Free on the first Tuesday of every month: the San Francisco Museum of Modern Art.

Free on the first Wednesday of every month: the San Francisco Zoo, the California Academy of Sciences (including the Morrison Planetarium, the Natural History Museum, and the Steinhart Aquarium), the Exploratorium, and the Fort Mason museums (the African-American Museum, the Mexican Museum, and the Ital-Americano Museo), the Cartoon Art Museum, and the M.H. de Young Memorial Museum and the Asian Art Museum (now closed due to museum rebuilding).

Free on the first Thursday of every month: the Center For The Arts at Yerba Buena Gardens.

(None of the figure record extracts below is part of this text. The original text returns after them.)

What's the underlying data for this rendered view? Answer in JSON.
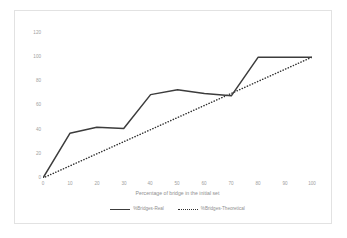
{
  "chart_data": {
    "type": "line",
    "title": "",
    "xlabel": "Percentage of bridge in the initial set",
    "ylabel": "",
    "xlim": [
      0,
      100
    ],
    "ylim": [
      0,
      120
    ],
    "grid": false,
    "legend_position": "bottom",
    "x": [
      0,
      10,
      20,
      30,
      40,
      50,
      60,
      70,
      80,
      90,
      100
    ],
    "xticks": [
      "0",
      "10",
      "20",
      "30",
      "40",
      "50",
      "60",
      "70",
      "80",
      "90",
      "100"
    ],
    "yticks": [
      "0",
      "20",
      "40",
      "60",
      "80",
      "100",
      "120"
    ],
    "series": [
      {
        "name": "%Bridges-Real",
        "style": "solid",
        "color": "#3c3c3c",
        "values": [
          0,
          37,
          42,
          41,
          69,
          73,
          70,
          68,
          100,
          100,
          100
        ]
      },
      {
        "name": "%Bridges-Theoretical",
        "style": "dotted",
        "color": "#2f2f2f",
        "values": [
          0,
          10,
          20,
          30,
          40,
          50,
          60,
          70,
          80,
          90,
          100
        ]
      }
    ]
  },
  "axes": {
    "x_title": "Percentage of bridge in the initial set",
    "x_ticks": [
      "0",
      "10",
      "20",
      "30",
      "40",
      "50",
      "60",
      "70",
      "80",
      "90",
      "100"
    ],
    "y_ticks": [
      "120",
      "100",
      "80",
      "60",
      "40",
      "20",
      "0"
    ]
  },
  "legend": {
    "items": [
      {
        "label": "%Bridges-Real"
      },
      {
        "label": "%Bridges-Theoretical"
      }
    ]
  },
  "colors": {
    "real_line": "#3c3c3c",
    "theoretical_line": "#2f2f2f",
    "frame": "#e2e2e2",
    "tick_text": "#a0a0a0",
    "background": "#ffffff"
  }
}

Free on the second Wednesday of every month: the California Palace of The Legion of Honor.

Free all the time: Fort Point (below the Golden Gate Bridge), the San Francisco Cable Car Museum, the Chinese Culture Center, the Chinese Historical Society, the San Francisco Fire Department Museum, the Fort Mason Center, the National Maritime Museum, the North Beach Museum, the Wells Fargo Museum, the Mission Dolores, the Strybing Arboretum, and the World of Oil.

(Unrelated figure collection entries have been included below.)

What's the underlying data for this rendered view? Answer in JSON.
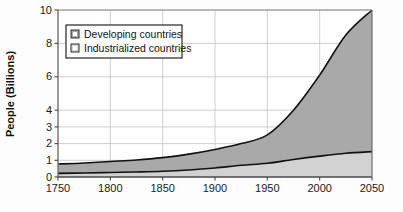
{
  "chart_data": {
    "type": "area",
    "title": "",
    "subtitle": "",
    "xlabel": "",
    "ylabel": "People (Billions)",
    "stacked": true,
    "grid": true,
    "legend_position": "inside-top-left",
    "xlim": [
      1750,
      2050
    ],
    "ylim": [
      0,
      10
    ],
    "xticks": [
      1750,
      1800,
      1850,
      1900,
      1950,
      2000,
      2050
    ],
    "xtick_labels": [
      "1750",
      "1800",
      "1850",
      "1900",
      "1950",
      "2000",
      "2050"
    ],
    "yticks": [
      0,
      1,
      2,
      3,
      4,
      6,
      8,
      10
    ],
    "ytick_labels": [
      "0",
      "1",
      "2",
      "3",
      "4",
      "6",
      "8",
      "10"
    ],
    "x": [
      1750,
      1775,
      1800,
      1825,
      1850,
      1875,
      1900,
      1925,
      1950,
      1975,
      2000,
      2025,
      2050
    ],
    "series": [
      {
        "name": "Industrialized countries",
        "color": "#d2d2d2",
        "values": [
          0.22,
          0.24,
          0.27,
          0.3,
          0.34,
          0.42,
          0.54,
          0.7,
          0.82,
          1.05,
          1.25,
          1.42,
          1.52
        ]
      },
      {
        "name": "Developing countries",
        "color": "#a9a9a9",
        "values": [
          0.56,
          0.6,
          0.66,
          0.72,
          0.82,
          0.95,
          1.11,
          1.3,
          1.7,
          2.95,
          4.85,
          7.08,
          8.48
        ]
      }
    ],
    "totals": [
      0.78,
      0.84,
      0.93,
      1.02,
      1.16,
      1.37,
      1.65,
      2.0,
      2.52,
      4.0,
      6.1,
      8.5,
      10.0
    ],
    "line_color": "#111111"
  },
  "legend": {
    "items": [
      {
        "label": "Developing countries",
        "swatch": "#a9a9a9"
      },
      {
        "label": "Industrialized countries",
        "swatch": "#d9d9d9"
      }
    ]
  },
  "axes": {
    "y_title": "People (Billions)"
  }
}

Then there's the tour of the Anchor Brewing Company on Potrero Hill...

 Tuesday 6 February 2001
  Discussions of weather are boring. So I apologize in advance. The weather yesterday was 75 F, warmer than it's been in thirty-seven years, since 1963. It's been warm lately, so it's not been too shocking. But today it was 54 F, and we had high winds. That's shocking.
 Monday 5 February 2001
  Three or four weeks ago I came down with a high fever and a hacking cough. It took me two weeks to get over it, at which point Isaac got it. For two nights he slept sitting up, in a reclining position, against some pillows. A few days ago he got some intestinal flu; no fever, but diarrhea. I've changed more diapers in the last 48 hours than in the past week or two. Wow. Then I got the same flu. This has been a winter of bodily discontent. I hope this is over quickly.

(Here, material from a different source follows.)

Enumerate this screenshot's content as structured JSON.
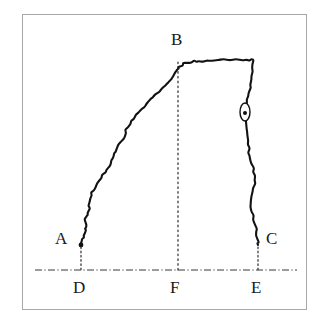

The flu shot was in short supply this year, given to high-risk persons first. I wonder if it would have prevented me from enjoying any of these cold / flu adventures.

 Sunday 4 February 2001
  I've been busy for the last four days, being a single full-time parent as we're finishing up the task of weaning Isaac. I didn't think it was possible, but we've become even closer than we were. And while it's exhausting, it's fun! Now if I could only win some lottery (without playing) or come up with the plates used to print those nifty $200 Dubya bills...
 Friday 2 February 2001
  I'm sorry, but this is a story so incredible it must be told (and remembered): Someone in Danville, Kentucky, succeeded in paying for a $2 order at a Dairy Queen with a $200 bill featuring a likeness of new President George W. ("Dubya") Bush on the front and the White House on the back. $200 $200 The Treasury Seal bears the slogan "The right to bear arms", the White House's yard is shown with an oil well, a derrick pumping oil, and lawn signs saying "We like broccoli", "No more scandals", and "U.S. deserves a tax cut". (Former President George H. W. Bush disliked broccoli.) But the story gets better and better: the cashier gave back the correct change. (Technical note: because there is no $200 bill the creator can't be charged with counterfitting but rather with theft by deception.)
 Thursday 1 February 2001
 
Rose Rose Rose Rose Rose

On this day in 1997, four years ago, I met my wife in a sushiya in San Francisco. It was the most life-transforming meal of my life. Never in my wildest dreams did I think that this was the woman with whom I'd travel all over, buy a house, and have a son. Thank you, Rose, for absolutely everything.